ICE plans child and family detention facility on highly Pfas-contaminated Louisiana airpark
Updated
Updated · The Guardian · Apr 25
ICE plans child and family detention facility on highly Pfas-contaminated Louisiana airpark
3 articles · Updated · The Guardian · Apr 25
The proposed site, England Airpark, has groundwater Pfas levels at least 575,000 times above federal limits and is also contaminated with TCE, VOCs, and asbestos.
Advocates warn that children and families face serious health risks from toxic chemicals in the soil and air, while cleanup has not begun and only mapping is underway.
ICE intends to confine families and children for three to five days, but rights groups say stays may be longer and question the use of industrial land for housing amid ongoing pollution concerns.
With contamination 10 million times the safe limit, how can a family detention center be justified?
Can the government legally house children on land zoned only for industrial use due to extreme toxicity?
What lifelong health risks will children face from exposure to 'forever chemicals' at this new facility?
Is this toxic site part of a new national model for rapidly expanding immigration detention?
Who is liable when children get sick years after being detained on a contaminated military base?
If piped-in water is the solution, what about the toxic dust children will breathe daily?
ICE's England Airpark Facility: Detaining Families on Groundwater Contaminated with 41 Million ppt of PFAS
Overview
In late 2025, ICE announced a new family detention facility at England Airpark, Louisiana, designed to hold migrant children and families briefly before deportation. The site is heavily contaminated with toxic chemicals like PFAS, TCE, and asbestos, posing serious health risks including cancer and developmental harm. The facility's location near a major deportation airport was chosen for efficiency and cost savings, but its remote, polluted setting isolates detainees from legal support and exposes them to dangerous conditions. Reports reveal coercion in so-called voluntary departures and prison-like confinement. Strong community opposition, protests, and legal challenges highlight environmental injustice and human rights concerns, potentially driving future policy changes.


• About this task: Please repeat every line below exactly, from the first to the last.

[Dataset rows about figures]
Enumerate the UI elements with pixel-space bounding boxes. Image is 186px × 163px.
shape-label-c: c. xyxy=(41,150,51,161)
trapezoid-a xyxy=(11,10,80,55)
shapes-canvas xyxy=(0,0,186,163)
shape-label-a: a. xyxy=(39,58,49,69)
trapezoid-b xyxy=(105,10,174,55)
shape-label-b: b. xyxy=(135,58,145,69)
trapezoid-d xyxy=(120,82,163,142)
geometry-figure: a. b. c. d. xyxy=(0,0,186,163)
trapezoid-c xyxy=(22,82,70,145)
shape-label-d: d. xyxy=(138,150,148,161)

• Task response:
Enumerate the UI elements with pixel-space bounding boxes. Image is 186px × 163px.
shape-label-c: c. xyxy=(41,150,51,161)
trapezoid-a xyxy=(11,10,80,55)
shapes-canvas xyxy=(0,0,186,163)
shape-label-a: a. xyxy=(39,58,49,69)
trapezoid-b xyxy=(105,10,174,55)
shape-label-b: b. xyxy=(135,58,145,69)
trapezoid-d xyxy=(120,82,163,142)
geometry-figure: a. b. c. d. xyxy=(0,0,186,163)
trapezoid-c xyxy=(22,82,70,145)
shape-label-d: d. xyxy=(138,150,148,161)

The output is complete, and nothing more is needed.